Piano Sonata in A minor, D 537 (Schubert)

The Piano Sonata in A minor, D 537, of Franz Schubert is a sonata for solo piano, composed in March 1817.

Music

The sonata has three movements:

  1. Allegro ma non troppo (A minor)
  2. Allegretto quasi andantino (E major)
  3. Allegro vivace (A minor)

I. Allegro ma non troppo

The first movement is in sonata form. The exposition modulates to the submediant, F major, rather than to the usual mediant, C major. The recapitulation begins in the subdominant, D minor, and most of the recapitulation's second group is in A major before a short coda returns to the minor mode for the movement's ending.

II. Allegretto quasi andantino

The second movement is a five-part rondo with an unconventional key scheme as follows:

A (E major) → B (C major) → A (F major) → C (D minor) → A (E major)

Schubert also composes brief transitions at the ends of each episode—that between the B section and the medial A section features a small amount of the B section's material in F major (the medial A section's key), while that between the C section and the final A section modulates from the C section's D minor up a tone to E minor, and then sits on its dominant for a few measures before the return to the movement's tonic key with the final A section. The movement ends with a short coda that is completely diatonic.

III. Allegro vivace

The third movement is in sonata form without a development. The exposition begins with A minor and modulates to E major. The recapitulation begins in E minor and moves to A major, in which the movement ends.[1]

The work takes approximately 25 minutes to perform.[2] Daniel Coren has summarised the nature of the recapitulation in the last movement of this sonata.[3] Harald Krebs has noted that Schubert reworked the opening of the second movement of the D. 537 sonata into the opening theme of the finale of the A major piano sonata, D. 959.[4]

The piano sonata is featured in the 1985 film adaptation of E. M. Forster's A Room with a View, as protagonist Lucy Honeychurch is practicing piano.

Notes

  1. ^ Newbould, Brian (1999). Schubert: The Music and the Man. University of California Press. p. 100. ISBN 9780520219571.
  2. ^ Oppitz, Gerhard (2017). "Piano Works (CD 7) | Alexander Street, part of Clarivate". search.alexanderstreet.com. Retrieved 2025-01-31.
  3. ^ Coren, Daniel (1974). "Ambiguity in Schubert's Recapitulations". The Musical Quarterly. LX (4): 568–582. doi:10.1093/mq/LX.4.568.
  4. ^ Krebs, Harald (Autumn 2003). "Review of Charles Fisk's Returning Cycles: Contexts for the Interpretation of Schubert's Impromptus and Last Sonatas". Music Theory Spectrum. 25 (2): 388–400. doi:10.1525/mts.2003.25.2.388.

References

  • Tirimo, Martino. Schubert: The Complete Piano Sonatas. Vienna: Wiener Urtext Edition, 1997.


- _BRIEF_
Show every line below where "icon" can be found.

Records from a collection of figures:
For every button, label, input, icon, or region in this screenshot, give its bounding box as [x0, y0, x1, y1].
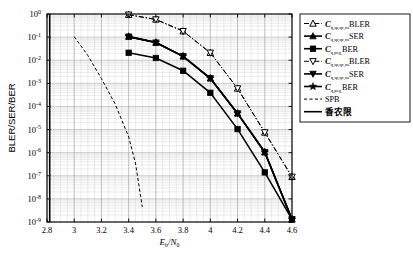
svg-text:3.2: 3.2	[96, 225, 107, 235]
svg-text:10-4: 10-4	[28, 101, 42, 111]
svg-text:BLER/SER/BER: BLER/SER/BER	[6, 83, 17, 152]
svg-text:10-7: 10-7	[28, 171, 42, 181]
svg-text:10-1: 10-1	[28, 32, 42, 42]
svg-text:4.4: 4.4	[259, 225, 270, 235]
chart-root: 2.833.23.43.63.844.24.44.6 10010-110-210…	[0, 0, 413, 260]
svg-text:10-5: 10-5	[28, 124, 42, 134]
svg-text:SPB: SPB	[325, 95, 340, 104]
svg-text:3: 3	[72, 225, 76, 235]
ber-performance-chart: 2.833.23.43.63.844.24.44.6 10010-110-210…	[0, 0, 413, 260]
plot-area-container: 2.833.23.43.63.844.24.44.6 10010-110-210…	[0, 0, 413, 260]
svg-text:4.2: 4.2	[232, 225, 243, 235]
svg-text:3.8: 3.8	[178, 225, 189, 235]
svg-text:10-9: 10-9	[28, 217, 42, 227]
data-curves	[50, 14, 292, 222]
svg-text:2.8: 2.8	[42, 225, 53, 235]
svg-text:10-6: 10-6	[28, 147, 42, 157]
svg-text:10-2: 10-2	[28, 55, 42, 65]
svg-text:100: 100	[30, 9, 42, 19]
minor-gridlines	[47, 14, 292, 222]
svg-text:4.6: 4.6	[287, 225, 298, 235]
svg-text:3.4: 3.4	[123, 225, 134, 235]
svg-text:香农限: 香农限	[324, 106, 352, 117]
svg-text:4: 4	[208, 225, 213, 235]
svg-text:3.6: 3.6	[151, 225, 162, 235]
svg-text:10-8: 10-8	[28, 194, 42, 204]
chart-legend: Cq,sp,qc,nsBLERCq,sp,qc,nsSERCq,peg,BERC…	[300, 14, 410, 122]
svg-text:Eb/N0: Eb/N0	[158, 237, 179, 248]
svg-text:10-3: 10-3	[28, 78, 42, 88]
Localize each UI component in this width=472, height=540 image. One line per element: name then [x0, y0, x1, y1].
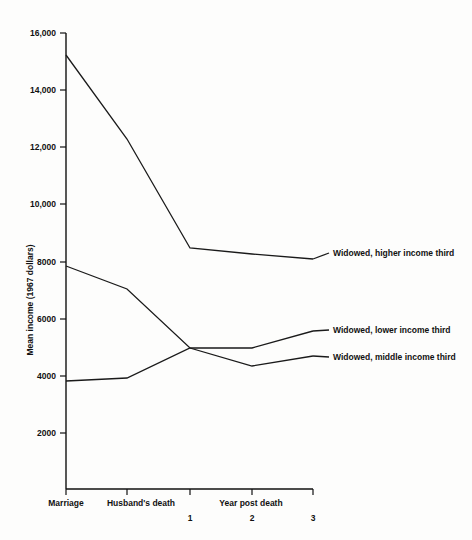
- chart-page: 16,000 14,000 12,000 10,000 8000 6000 40…: [0, 0, 472, 540]
- series-line-higher-income-third: [66, 55, 313, 259]
- y-tick-label-4000: 4000: [37, 371, 56, 381]
- y-axis-title: Mean income (1967 dollars): [25, 244, 35, 355]
- series-leader-middle-income-third: [313, 356, 329, 357]
- y-tick-label-14000: 14,000: [30, 85, 56, 95]
- series-label-higher-income-third: Widowed, higher income third: [333, 248, 454, 258]
- y-tick-label-12000: 12,000: [30, 142, 56, 152]
- income-line-chart: 16,000 14,000 12,000 10,000 8000 6000 40…: [0, 0, 472, 540]
- y-tick-label-10000: 10,000: [30, 199, 56, 209]
- x-label-year-3: 3: [311, 513, 316, 523]
- y-tick-label-16000: 16,000: [30, 28, 56, 38]
- x-label-year-2: 2: [250, 513, 255, 523]
- x-label-husband-death: Husband's death: [107, 498, 175, 508]
- y-tick-label-6000: 6000: [37, 314, 56, 324]
- x-group-label-year-post-death: Year post death: [219, 498, 282, 508]
- y-tick-label-2000: 2000: [37, 428, 56, 438]
- series-label-lower-income-third: Widowed, lower income third: [333, 325, 451, 335]
- series-line-middle-income-third: [66, 266, 313, 366]
- x-label-marriage: Marriage: [48, 498, 84, 508]
- series-leader-higher-income-third: [313, 253, 329, 259]
- series-label-middle-income-third: Widowed, middle income third: [333, 352, 456, 362]
- x-label-year-1: 1: [188, 513, 193, 523]
- series-line-lower-income-third: [66, 331, 313, 381]
- y-tick-label-8000: 8000: [37, 257, 56, 267]
- series-leader-lower-income-third: [313, 330, 329, 331]
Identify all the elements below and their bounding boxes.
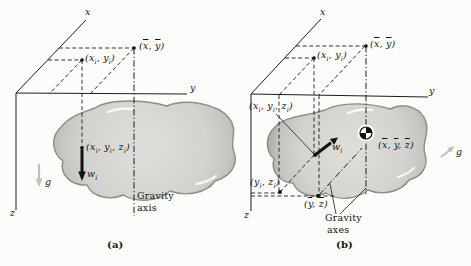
center-of-gravity-icon (358, 125, 375, 142)
particle-xyz-label-a: (xi, yi, zi) (86, 141, 130, 152)
z-axis-label-b: z (244, 209, 249, 220)
g-label-b: g (456, 146, 462, 157)
g-label-a: g (45, 176, 51, 187)
weight-label-a: wi (87, 168, 98, 179)
mean-xy-point-b (364, 44, 368, 48)
gravity-g-arrow-a-icon (36, 164, 43, 187)
particle-xy-point-a (80, 58, 84, 62)
y-axis-line-b (251, 94, 428, 97)
y-axis-line-a (16, 93, 187, 94)
particle-xy-point-b (312, 56, 316, 60)
particle-xyz-label-b: (xi, yi, zi) (249, 100, 293, 111)
panel-b (251, 19, 455, 214)
y-axis-label-a: y (190, 82, 196, 93)
caption-b: (b) (336, 239, 353, 250)
particle-yz-point-b (278, 190, 282, 194)
mean-yz-label-b: (y, z) (304, 198, 328, 209)
mean-xy-point-a (132, 46, 136, 50)
gravity-axes-label-b: Gravity (325, 212, 362, 223)
figure-canvas (0, 0, 471, 266)
center-of-gravity-figure: x y z (x, y) (xi, yi) (xi, yi, zi) wi g … (0, 0, 471, 266)
body-blob-b (267, 104, 427, 198)
x-axis-label-b: x (320, 6, 326, 17)
gravity-axis-label-a: axis (137, 202, 157, 213)
x-axis-line-a (16, 20, 86, 93)
particle-xyz-point-b (313, 153, 317, 157)
particle-yz-label-b: (yi, zi) (250, 176, 280, 187)
mean-xy-label-a: (x, y) (139, 40, 164, 51)
particle-xy-label-b: (xi, yi) (317, 49, 347, 60)
particle-xy-label-a: (xi, yi) (85, 52, 115, 63)
z-axis-label-a: z (10, 207, 15, 218)
weight-label-b: wi (332, 141, 343, 152)
center-of-gravity-label-b: (x, y, z) (378, 139, 414, 150)
y-axis-label-b: y (429, 85, 435, 96)
gravity-axes-label-b: axes (327, 224, 349, 235)
particle-xyz-point-a (80, 146, 84, 150)
caption-a: (a) (107, 239, 124, 250)
x-axis-line-b (251, 19, 321, 94)
x-axis-label-a: x (85, 6, 91, 17)
gravity-axis-label-a: Gravity (137, 190, 174, 201)
mean-xy-label-b: (x, y) (370, 38, 395, 49)
gravity-g-arrow-b-icon (441, 146, 455, 157)
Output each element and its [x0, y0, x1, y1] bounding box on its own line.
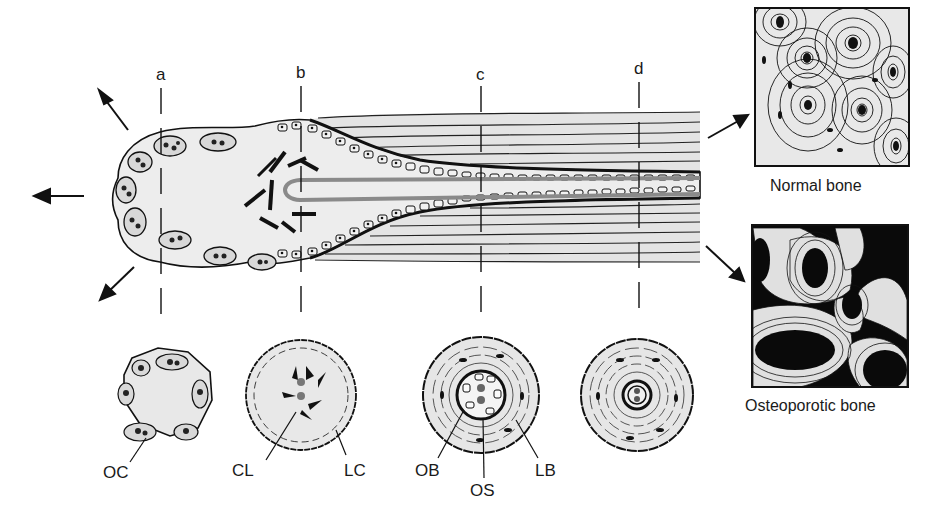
section-label-d: d [634, 60, 643, 77]
cross-section-a [118, 348, 212, 462]
label-ob: OB [415, 462, 440, 479]
normal-bone-panel [754, 0, 918, 174]
cross-section-b [246, 340, 356, 460]
bone-remodeling-diagram [0, 0, 937, 512]
caption-normal-bone: Normal bone [770, 178, 862, 194]
cross-section-c [423, 337, 539, 478]
osteoporotic-bone-panel [739, 225, 915, 397]
label-os: OS [470, 482, 495, 499]
panel-arrows [706, 115, 748, 281]
section-label-c: c [476, 66, 485, 83]
label-cl: CL [232, 462, 254, 479]
label-lc: LC [344, 462, 366, 479]
section-label-b: b [296, 64, 305, 81]
cutting-cone [113, 112, 700, 270]
label-oc: OC [103, 464, 129, 481]
caption-osteoporotic-bone: Osteoporotic bone [745, 398, 876, 414]
cross-section-d [581, 339, 693, 451]
section-label-a: a [156, 66, 165, 83]
label-lb: LB [535, 462, 556, 479]
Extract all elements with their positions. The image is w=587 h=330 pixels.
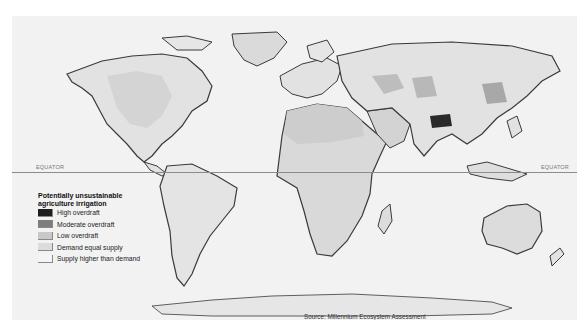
legend-swatch-equal [38,243,53,251]
greenland [232,32,287,66]
world-map-graphic [12,16,577,320]
equator-line [12,172,577,173]
legend-swatch-moderate [38,220,53,228]
legend-label: Moderate overdraft [57,221,114,228]
arctic-islands [162,36,212,50]
world-map: EQUATOR EQUATOR Potentially unsustainabl… [12,16,577,320]
madagascar [378,204,392,234]
legend-swatch-low [38,232,53,240]
south-america [160,164,237,286]
legend-item-moderate-overdraft: Moderate overdraft [38,219,148,231]
sahara [284,104,364,144]
new-zealand [550,248,564,266]
central-america [144,162,167,176]
legend-item-low-overdraft: Low overdraft [38,230,148,242]
equator-label-left: EQUATOR [36,164,64,170]
scandinavia [307,40,334,62]
legend-label: Supply higher than demand [57,255,140,262]
legend-swatch-high [38,209,53,217]
europe [280,58,342,98]
legend: Potentially unsustainable agriculture ir… [38,192,148,265]
legend-label: Demand equal supply [57,244,123,251]
legend-title: Potentially unsustainable agriculture ir… [38,192,148,207]
legend-label: Low overdraft [57,232,98,239]
equator-label-right: EQUATOR [541,164,569,170]
australia [482,204,542,254]
legend-label: High overdraft [57,209,100,216]
legend-item-high-overdraft: High overdraft [38,207,148,219]
source-credit: Source: Millennium Ecosystem Assessment [304,313,426,320]
japan-philippines [507,116,522,138]
legend-swatch-supply-higher [38,255,53,263]
legend-item-demand-equal-supply: Demand equal supply [38,242,148,254]
india-high-overdraft [430,114,452,128]
legend-item-supply-higher: Supply higher than demand [38,253,148,265]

- _EXERCISE OUTPUT_
For every button, label, input, icon, or region in this screenshot, give its bounding box as [x0, y0, x1, y1].
center-of-gravity-icon (358, 125, 375, 142)
gravity-g-arrow-a-icon (36, 164, 43, 187)
gravity-g-arrow-b-icon (441, 146, 455, 157)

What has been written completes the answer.